From Flying First Class to Buying Marked-Down Meat: My Mental Health Story
On over-performing, losing touch, and learning how to come back to myself
Believe it or not, in one year, I went from making $500k+, flying first class, & working as an ALDI spokesperson… to standing in ALDI, unemployed, mentally broken, picking through marked-down meat to see what was still good.
This is what misalignment cost me. And this is my mental health story.
I remember standing in the aisle longer than I needed to. Holding one of the packages in my hand, flipping it over, checking the date & thinking, “if I freeze this tonight, I should be fine.” Not “do I want this,” or “what sounds good,” just… what actually makes sense to spend right now.
And it wasn’t my life a year ago.
I recently came across a guest ledger from Nobu: $1,561.08. It was tucked inside of a retired briefcase, one I haven’t touched in months.
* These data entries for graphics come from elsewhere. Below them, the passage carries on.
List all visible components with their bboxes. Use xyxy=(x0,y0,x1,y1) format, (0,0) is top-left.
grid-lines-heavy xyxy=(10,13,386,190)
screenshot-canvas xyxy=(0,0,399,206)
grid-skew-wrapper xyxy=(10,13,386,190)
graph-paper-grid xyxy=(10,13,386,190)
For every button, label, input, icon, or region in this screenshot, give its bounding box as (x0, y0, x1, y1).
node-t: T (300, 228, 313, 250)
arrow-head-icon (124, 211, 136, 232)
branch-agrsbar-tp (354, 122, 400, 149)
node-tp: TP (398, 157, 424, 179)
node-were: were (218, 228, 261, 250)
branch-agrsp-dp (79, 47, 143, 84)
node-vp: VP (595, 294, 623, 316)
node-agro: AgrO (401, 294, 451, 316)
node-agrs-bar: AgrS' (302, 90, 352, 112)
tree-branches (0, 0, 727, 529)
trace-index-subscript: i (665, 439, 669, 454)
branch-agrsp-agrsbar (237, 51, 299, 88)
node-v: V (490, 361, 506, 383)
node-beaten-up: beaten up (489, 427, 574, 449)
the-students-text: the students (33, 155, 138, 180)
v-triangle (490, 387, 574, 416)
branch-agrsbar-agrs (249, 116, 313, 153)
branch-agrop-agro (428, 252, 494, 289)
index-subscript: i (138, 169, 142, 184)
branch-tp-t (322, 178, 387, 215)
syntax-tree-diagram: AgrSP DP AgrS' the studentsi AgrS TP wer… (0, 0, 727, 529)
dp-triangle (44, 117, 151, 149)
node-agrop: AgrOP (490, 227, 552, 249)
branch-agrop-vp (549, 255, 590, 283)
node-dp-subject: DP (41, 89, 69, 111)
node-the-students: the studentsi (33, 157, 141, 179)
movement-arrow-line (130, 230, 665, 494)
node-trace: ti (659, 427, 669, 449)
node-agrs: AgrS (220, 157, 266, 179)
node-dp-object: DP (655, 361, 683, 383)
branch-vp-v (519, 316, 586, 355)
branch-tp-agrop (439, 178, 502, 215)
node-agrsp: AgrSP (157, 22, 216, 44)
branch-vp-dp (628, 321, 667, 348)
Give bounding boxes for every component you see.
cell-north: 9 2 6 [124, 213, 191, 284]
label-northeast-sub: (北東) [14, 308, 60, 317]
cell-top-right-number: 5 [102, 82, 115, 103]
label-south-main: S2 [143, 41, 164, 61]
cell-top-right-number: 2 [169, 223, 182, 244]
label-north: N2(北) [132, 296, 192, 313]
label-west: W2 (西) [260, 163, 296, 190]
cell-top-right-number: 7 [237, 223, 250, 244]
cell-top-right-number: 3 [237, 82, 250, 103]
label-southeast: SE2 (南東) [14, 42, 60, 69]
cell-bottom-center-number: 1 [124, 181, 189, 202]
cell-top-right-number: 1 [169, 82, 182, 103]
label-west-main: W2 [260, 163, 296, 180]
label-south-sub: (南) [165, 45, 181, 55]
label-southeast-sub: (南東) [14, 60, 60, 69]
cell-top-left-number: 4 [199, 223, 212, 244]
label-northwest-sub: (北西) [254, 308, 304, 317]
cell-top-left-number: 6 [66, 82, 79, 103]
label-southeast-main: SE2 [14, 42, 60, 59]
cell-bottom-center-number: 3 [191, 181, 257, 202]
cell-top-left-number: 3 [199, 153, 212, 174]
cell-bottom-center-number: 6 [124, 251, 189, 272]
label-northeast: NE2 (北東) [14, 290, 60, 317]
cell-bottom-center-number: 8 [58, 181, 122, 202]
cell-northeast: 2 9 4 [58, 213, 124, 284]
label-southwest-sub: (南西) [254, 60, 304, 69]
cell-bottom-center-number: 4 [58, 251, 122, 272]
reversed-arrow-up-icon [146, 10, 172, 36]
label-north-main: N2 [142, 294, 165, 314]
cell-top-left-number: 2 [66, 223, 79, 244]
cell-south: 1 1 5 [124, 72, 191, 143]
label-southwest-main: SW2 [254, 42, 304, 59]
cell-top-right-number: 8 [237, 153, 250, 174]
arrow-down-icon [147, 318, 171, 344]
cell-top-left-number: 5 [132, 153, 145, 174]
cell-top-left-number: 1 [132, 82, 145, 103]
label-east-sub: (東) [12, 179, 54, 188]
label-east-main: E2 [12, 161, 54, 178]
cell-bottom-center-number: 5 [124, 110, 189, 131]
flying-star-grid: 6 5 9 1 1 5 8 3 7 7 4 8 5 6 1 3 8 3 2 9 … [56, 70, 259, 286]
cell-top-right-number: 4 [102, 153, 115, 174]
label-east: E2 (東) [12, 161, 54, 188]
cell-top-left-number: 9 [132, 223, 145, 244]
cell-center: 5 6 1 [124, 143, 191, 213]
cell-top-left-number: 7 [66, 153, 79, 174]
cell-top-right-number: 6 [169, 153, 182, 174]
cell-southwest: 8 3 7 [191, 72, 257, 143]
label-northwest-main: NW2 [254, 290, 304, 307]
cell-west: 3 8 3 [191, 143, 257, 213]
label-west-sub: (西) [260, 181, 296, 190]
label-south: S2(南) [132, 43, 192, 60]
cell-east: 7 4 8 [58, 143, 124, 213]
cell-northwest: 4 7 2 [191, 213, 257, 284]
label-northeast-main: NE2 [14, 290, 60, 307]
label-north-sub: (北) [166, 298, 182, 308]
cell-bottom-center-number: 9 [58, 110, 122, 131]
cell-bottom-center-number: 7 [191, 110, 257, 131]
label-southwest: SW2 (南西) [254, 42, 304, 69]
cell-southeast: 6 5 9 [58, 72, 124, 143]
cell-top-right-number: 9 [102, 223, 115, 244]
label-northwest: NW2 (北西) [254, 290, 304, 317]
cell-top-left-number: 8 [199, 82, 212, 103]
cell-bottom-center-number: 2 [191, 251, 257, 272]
Seeing it took me back.
At different points throughout the year, I’d get “activated” by ALDI—onboarded, prepped, downloaded on whatever seasonal or holiday push we were in: savings campaigns, product drops, the like.
From there, it was a run of daytime talk shows, radio hits, quick segments stacked back-to-back, what they call an SMT, a satellite media tour. On this occasion, I was in Chicago. Two nights. In & out.
Moving fast. Saying my lines. Hitting my marks. Doing the damn thing.
And here’s the part that stopped me…that whopping $1,561.08 was just on dining. Food, taxes, fees. No room. No extras. Just meals.
I spent over $1,500 on food in 48 hours & didn’t think twice about it.
That’s how out of touch I was.
For this particular stretch of time, I wrapped up the satellite media tour for ALDI—early call times, back-to-back segments, same talking points, different hosts. Smile. Reset. Do it again. I returned home & immediately set up for a couple of segments shot in my in-apartment studio; nothing fancy, just my second bedroom transformed into an aesthetic kitchen. It wasn’t functional.
Once I sent b-roll to the studios I interviewed with, I went straight into filming for Impossible Foods.
Lights up, camera on a tripod & I’m halfway through cooking. I stop mid-take because something feels off. I can’t even tell what it is, I just know it’s not right.
So I start over.
Again.
And again.
And again.
At some point, I’m standing there, food getting cold, staring at myself on the screen thinking, why does this feel so hard right now?
My phone is buzzing on the counter, intermittently. Emails are coming in. Another brand asking for a quick turnaround. A follow-up I should’ve responded to hours ago.
I keep glancing at it, calculating in my head… what needs to get done tonight, what can wait, what I’m already behind on.
I finish filming, but I don’t feel good about it. So I tell myself I’ll fix it later.
I said that a lot back then.
But I waited until it was too late. I was falling apart.
The external validation, material gains, brands fawning over me, my constant output & performance were no longer enough to suppress what was wrong all along.
I never felt like I was enough unless I was overachieving, over-performing, over-committing, over-extending.
I created a life where I was over-existing: saying yes when I should’ve said no, showing
up when I had nothing left to give.
I was in a constant performance.
And the moment the curtain closed, I had to sit with everything I was avoiding.
So I stepped away with no real plan or clean transition. It wasn’t strategic. Just a very honest realization: I can’t keep doing this, like this, anymore.
I’ll have to fast forward here.
But that decision led to a year of weekly therapy, committing to daily reflection & gratitude journaling, sitting with things I used to run from.
Accepting that healing isn’t a breakthrough moment; it’s a daily, non-linear process. Slowly, something started to shift.
And somehow that led me back to ALDI, standing there doing math over discounted meat.
Which sounds small, but in that moment, it felt like everything had changed.
I felt like Icarus, in a way.
I flew high. Higher than I ever imagined. But I was out of touch with myself the entire time. And when it all came down, it wasn’t just a fall.
It was a return.
This past year hasn’t been about getting back to where I was.
It’s been about understanding why I needed to be there in the first place. Ya know, who I was performing for, & what it actually means for me to feel okay.
The work I’m doing now reflects that shift. It’s slower, more intentional, & rooted in raw honesty. I’m less interested in output for the sake of staying visible, & more focused on creating space—for myself & for others—to pause, reflect, & sit with what’s actually going on beneath the surface.
It’s not about performance anymore. It’s about meaning.
Tomorrow kicks off Mental Health Awareness Month.
I’m not sharing this as someone who has it all figured out, I certainly DO NOT. I’m sharing it as someone who lived it, sat with it, & is still in the process of working through it.
If any part of this feels familiar, you’re not alone in it.